Monday, 20 February 2012

Appropriate Diversification


Even relatively safe investments entail some probability, however small, of downside risk.  The deleterious effects of such improbable events can best be mitigated through prudent diversification.



The number of securities that should be owned to reduce portfolio risk to an acceptable level is not great, as few as ten to fifteen different holdings usually suffice.



Diversification for its own sake is not sensible.

  • This is the index fund mentality if you can't beat the market, be the market.  
  • Advocates of extreme diversification - which I think of as over-diversification - live in fear of company-specific risks; their view is that if no single position is large, losses from unanticipated events cannot be great.  
  • My view is that an investor is better off knowing a lot about a few investments than knowing only a little about each of a great many holdings.  One's very best ideas are likely to generate higher returns from a given level of risk than one's hundredth or thousandth best idea.


Diversification is potentially a Trojan horse.

  • Junk-bond-market experts have argued vociferously that a diversified portfolio of junk bonds carries little risk.  Investors who believed them substituted diversity for analysis and, what's worse, for judgment.  
  • The fact is that a diverse portfolio of overpriced, subordinated securities, about each of which the investor knows relatively little,  is highly risky.  
  • Diversification of junk-bond holdings among several industries did not protect investors from a broad economic downturn or credit contraction.  
Diversification, after all, is not how many different things you own, but how different the things you do own are in the risks they entail.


*Task to carry out*. Please print exactly the line containing "Detect 'window' in" and every line after it to the end of the records below, and nothing more.

******************************

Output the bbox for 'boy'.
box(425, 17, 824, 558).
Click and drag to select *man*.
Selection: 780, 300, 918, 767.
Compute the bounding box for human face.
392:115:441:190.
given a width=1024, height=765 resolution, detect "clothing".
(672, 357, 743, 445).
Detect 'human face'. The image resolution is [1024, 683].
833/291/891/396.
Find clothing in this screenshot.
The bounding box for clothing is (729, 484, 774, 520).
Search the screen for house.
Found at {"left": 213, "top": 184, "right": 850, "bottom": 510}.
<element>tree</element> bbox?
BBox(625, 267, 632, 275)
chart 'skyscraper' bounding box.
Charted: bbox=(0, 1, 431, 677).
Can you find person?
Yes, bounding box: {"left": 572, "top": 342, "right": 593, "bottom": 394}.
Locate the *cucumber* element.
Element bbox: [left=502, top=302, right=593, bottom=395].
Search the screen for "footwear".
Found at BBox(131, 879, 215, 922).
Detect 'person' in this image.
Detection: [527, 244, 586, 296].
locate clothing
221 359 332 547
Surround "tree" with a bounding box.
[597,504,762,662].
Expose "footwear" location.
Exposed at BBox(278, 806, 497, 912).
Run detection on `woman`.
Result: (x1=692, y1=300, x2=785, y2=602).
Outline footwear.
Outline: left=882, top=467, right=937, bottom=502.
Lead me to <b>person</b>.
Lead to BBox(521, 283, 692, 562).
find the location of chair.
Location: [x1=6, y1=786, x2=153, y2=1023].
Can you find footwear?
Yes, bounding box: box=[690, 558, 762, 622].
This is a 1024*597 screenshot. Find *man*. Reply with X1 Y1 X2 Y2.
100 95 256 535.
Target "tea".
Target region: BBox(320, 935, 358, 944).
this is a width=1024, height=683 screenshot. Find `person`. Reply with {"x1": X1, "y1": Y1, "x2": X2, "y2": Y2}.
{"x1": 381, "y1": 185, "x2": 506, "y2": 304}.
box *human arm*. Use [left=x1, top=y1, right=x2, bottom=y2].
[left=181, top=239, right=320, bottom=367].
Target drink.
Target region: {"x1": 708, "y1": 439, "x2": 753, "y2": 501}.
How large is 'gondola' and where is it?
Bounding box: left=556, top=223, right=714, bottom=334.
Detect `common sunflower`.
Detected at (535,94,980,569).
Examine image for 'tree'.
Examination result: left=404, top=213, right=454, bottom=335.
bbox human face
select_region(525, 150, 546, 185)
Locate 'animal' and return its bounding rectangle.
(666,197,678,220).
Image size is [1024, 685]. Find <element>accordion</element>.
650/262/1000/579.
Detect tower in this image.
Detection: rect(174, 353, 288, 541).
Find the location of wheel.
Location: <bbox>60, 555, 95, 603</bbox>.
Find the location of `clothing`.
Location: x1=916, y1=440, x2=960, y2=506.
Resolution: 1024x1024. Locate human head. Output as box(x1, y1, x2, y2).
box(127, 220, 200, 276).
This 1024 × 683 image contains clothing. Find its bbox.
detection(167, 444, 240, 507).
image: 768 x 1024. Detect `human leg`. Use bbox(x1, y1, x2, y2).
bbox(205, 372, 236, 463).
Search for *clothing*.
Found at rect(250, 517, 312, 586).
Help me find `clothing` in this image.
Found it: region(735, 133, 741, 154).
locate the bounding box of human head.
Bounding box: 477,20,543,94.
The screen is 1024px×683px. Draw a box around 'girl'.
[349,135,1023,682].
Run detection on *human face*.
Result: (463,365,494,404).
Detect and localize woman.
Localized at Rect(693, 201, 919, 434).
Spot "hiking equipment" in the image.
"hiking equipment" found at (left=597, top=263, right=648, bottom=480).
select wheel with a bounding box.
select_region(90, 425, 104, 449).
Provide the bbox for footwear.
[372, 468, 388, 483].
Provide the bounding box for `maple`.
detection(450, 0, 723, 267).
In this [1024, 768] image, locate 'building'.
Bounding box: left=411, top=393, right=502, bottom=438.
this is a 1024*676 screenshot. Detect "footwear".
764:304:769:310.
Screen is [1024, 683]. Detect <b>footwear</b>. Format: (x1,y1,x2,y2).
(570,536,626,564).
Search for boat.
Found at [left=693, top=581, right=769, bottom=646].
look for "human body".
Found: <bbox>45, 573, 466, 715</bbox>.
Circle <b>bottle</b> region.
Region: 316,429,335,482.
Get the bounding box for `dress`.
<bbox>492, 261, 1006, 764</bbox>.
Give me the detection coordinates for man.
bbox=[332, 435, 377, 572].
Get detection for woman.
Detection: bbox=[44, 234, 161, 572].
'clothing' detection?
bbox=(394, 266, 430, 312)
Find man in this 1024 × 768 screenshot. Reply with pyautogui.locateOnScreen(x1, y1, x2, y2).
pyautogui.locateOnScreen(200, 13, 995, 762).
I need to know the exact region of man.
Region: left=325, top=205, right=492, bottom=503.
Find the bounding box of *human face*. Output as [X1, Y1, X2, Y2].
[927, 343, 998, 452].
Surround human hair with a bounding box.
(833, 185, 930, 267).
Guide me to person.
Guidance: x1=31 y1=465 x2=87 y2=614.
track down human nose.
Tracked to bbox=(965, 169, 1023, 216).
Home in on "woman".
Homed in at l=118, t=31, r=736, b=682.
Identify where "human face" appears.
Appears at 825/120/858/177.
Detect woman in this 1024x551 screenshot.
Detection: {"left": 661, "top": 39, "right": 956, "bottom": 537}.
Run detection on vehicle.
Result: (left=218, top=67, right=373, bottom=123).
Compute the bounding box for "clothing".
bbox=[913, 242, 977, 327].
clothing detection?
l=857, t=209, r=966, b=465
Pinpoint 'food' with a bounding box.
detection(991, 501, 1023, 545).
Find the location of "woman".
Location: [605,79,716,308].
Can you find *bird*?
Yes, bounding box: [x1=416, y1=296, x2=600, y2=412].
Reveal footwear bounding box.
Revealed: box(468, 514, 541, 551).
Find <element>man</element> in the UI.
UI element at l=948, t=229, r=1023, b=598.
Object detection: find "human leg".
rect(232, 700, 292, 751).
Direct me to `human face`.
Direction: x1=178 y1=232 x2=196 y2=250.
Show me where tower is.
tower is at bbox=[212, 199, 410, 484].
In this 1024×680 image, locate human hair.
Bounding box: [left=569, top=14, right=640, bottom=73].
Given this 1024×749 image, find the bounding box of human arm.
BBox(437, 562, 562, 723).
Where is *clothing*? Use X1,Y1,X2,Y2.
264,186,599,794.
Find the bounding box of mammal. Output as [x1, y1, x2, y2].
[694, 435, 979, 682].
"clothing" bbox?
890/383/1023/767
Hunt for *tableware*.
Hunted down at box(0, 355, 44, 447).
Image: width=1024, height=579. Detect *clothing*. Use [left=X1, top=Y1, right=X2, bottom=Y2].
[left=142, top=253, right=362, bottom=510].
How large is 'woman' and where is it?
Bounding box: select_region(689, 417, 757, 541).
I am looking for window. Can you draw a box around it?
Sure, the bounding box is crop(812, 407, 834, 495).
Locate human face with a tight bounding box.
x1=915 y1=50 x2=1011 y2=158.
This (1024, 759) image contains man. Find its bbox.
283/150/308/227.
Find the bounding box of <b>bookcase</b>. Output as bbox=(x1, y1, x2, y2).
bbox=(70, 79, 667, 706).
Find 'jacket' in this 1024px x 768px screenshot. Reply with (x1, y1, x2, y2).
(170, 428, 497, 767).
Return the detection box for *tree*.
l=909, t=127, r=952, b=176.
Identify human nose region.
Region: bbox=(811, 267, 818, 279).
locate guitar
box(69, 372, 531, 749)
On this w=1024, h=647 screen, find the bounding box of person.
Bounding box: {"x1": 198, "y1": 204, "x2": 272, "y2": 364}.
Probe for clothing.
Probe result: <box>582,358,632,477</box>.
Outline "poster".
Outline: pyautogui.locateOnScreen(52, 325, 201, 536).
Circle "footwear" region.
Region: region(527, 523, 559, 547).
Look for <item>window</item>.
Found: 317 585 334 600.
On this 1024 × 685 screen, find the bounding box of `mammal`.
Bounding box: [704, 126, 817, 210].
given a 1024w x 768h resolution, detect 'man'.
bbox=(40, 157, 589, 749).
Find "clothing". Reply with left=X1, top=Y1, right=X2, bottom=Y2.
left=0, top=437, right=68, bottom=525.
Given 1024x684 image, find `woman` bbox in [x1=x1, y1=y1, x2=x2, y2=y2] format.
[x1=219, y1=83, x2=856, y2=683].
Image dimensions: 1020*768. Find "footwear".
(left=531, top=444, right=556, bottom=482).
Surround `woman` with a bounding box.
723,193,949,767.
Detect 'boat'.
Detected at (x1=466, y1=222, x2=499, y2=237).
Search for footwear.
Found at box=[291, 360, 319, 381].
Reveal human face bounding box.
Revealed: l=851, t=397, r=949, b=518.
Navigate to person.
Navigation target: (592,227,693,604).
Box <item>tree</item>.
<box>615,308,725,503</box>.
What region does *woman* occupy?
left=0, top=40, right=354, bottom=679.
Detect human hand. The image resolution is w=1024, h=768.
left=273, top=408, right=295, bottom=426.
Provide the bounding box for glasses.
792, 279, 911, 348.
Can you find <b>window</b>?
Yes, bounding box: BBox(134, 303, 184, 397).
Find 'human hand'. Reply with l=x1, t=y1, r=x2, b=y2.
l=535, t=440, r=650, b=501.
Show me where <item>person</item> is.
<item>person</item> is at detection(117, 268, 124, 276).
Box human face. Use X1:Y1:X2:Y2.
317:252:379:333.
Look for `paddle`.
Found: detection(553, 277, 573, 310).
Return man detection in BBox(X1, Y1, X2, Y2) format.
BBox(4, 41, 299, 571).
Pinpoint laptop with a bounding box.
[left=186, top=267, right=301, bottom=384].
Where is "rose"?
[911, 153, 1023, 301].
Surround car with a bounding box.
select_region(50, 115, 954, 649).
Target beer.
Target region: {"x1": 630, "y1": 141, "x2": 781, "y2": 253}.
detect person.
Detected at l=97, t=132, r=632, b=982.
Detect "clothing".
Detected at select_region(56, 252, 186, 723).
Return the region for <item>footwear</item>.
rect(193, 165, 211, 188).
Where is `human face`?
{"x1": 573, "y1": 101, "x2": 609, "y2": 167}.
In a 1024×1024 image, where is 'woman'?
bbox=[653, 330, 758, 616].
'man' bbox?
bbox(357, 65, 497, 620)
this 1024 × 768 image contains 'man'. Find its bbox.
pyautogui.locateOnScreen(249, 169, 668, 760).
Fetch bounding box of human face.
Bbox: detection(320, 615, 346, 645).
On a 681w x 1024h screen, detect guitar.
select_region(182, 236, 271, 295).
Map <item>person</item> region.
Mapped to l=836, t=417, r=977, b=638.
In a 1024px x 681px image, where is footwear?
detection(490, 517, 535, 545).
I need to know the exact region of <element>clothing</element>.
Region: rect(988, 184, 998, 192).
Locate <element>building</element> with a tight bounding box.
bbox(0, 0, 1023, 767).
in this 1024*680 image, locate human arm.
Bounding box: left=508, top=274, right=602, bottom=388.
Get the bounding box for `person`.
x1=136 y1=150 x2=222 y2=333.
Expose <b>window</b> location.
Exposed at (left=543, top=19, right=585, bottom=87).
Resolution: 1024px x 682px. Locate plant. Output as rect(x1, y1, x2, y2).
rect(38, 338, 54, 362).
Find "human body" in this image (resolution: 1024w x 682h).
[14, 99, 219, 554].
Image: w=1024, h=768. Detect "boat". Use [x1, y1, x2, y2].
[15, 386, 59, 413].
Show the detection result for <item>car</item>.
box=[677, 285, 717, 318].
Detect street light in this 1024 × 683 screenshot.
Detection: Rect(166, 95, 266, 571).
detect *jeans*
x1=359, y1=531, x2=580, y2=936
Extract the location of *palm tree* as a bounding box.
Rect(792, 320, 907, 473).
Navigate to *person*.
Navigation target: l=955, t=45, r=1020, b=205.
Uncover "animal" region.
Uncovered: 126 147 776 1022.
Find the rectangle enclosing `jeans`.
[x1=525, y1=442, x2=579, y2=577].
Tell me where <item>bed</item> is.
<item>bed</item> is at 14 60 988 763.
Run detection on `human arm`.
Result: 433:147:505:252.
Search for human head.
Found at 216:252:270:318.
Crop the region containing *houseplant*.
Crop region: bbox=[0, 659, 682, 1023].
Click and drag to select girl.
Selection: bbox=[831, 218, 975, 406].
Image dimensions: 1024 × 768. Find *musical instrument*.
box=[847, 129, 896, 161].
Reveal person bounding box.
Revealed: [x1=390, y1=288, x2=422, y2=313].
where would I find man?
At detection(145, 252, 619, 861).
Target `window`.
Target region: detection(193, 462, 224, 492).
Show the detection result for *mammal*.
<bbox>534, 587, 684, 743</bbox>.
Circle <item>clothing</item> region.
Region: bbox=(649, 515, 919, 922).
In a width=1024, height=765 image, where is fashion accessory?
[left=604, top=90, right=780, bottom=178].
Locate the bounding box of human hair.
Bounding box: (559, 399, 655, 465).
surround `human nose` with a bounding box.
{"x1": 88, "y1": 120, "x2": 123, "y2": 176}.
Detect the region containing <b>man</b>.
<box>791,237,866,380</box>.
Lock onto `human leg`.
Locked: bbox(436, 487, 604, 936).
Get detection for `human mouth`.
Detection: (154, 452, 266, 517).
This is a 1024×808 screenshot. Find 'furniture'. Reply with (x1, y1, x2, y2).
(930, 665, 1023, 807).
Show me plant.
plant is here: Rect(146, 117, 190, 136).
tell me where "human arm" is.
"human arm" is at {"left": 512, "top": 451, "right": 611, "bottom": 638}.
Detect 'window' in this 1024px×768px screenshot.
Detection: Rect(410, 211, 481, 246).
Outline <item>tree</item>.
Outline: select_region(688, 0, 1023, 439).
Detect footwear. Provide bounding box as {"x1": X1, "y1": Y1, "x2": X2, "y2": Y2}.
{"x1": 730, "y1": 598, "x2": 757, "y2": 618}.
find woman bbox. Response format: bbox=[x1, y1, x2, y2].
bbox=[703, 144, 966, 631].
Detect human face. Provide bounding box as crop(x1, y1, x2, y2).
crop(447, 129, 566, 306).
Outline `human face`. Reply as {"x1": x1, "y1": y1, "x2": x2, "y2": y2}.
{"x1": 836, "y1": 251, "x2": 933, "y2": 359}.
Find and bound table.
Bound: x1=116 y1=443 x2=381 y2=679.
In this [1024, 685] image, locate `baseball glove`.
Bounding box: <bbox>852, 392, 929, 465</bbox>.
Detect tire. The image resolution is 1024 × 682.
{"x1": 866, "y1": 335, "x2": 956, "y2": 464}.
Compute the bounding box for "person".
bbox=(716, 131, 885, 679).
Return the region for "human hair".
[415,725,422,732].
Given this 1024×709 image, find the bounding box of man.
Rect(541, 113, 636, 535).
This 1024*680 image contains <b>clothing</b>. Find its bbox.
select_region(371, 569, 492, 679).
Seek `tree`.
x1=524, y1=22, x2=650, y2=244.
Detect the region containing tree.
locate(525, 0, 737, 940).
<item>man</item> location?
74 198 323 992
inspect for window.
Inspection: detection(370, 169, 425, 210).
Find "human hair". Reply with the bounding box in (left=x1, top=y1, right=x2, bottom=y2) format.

******************************

*Exercise answer*.
Detect 'window' in this 1024px×768px screenshot.
Detection: Rect(410, 211, 481, 246).
Outline <item>tree</item>.
Outline: select_region(688, 0, 1023, 439).
Detect footwear. Provide bounding box as {"x1": X1, "y1": Y1, "x2": X2, "y2": Y2}.
{"x1": 730, "y1": 598, "x2": 757, "y2": 618}.
find woman bbox. Response format: bbox=[x1, y1, x2, y2].
bbox=[703, 144, 966, 631].
Detect human face. Provide bounding box as crop(x1, y1, x2, y2).
crop(447, 129, 566, 306).
Outline `human face`. Reply as {"x1": x1, "y1": y1, "x2": x2, "y2": y2}.
{"x1": 836, "y1": 251, "x2": 933, "y2": 359}.
Find and bound table.
Bound: x1=116 y1=443 x2=381 y2=679.
In this [1024, 685] image, locate `baseball glove`.
Bounding box: <bbox>852, 392, 929, 465</bbox>.
Detect tire. The image resolution is 1024 × 682.
{"x1": 866, "y1": 335, "x2": 956, "y2": 464}.
Compute the bounding box for "person".
bbox=(716, 131, 885, 679).
Return the region for "human hair".
[415,725,422,732].
Given this 1024×709 image, find the bounding box of man.
Rect(541, 113, 636, 535).
This 1024*680 image contains <b>clothing</b>. Find its bbox.
select_region(371, 569, 492, 679).
Seek `tree`.
x1=524, y1=22, x2=650, y2=244.
Detect the region containing tree.
locate(525, 0, 737, 940).
<item>man</item> location?
74 198 323 992
inspect for window.
Inspection: detection(370, 169, 425, 210).
Find "human hair". Reply with the bounding box in (left=x1, top=y1, right=x2, bottom=y2) format.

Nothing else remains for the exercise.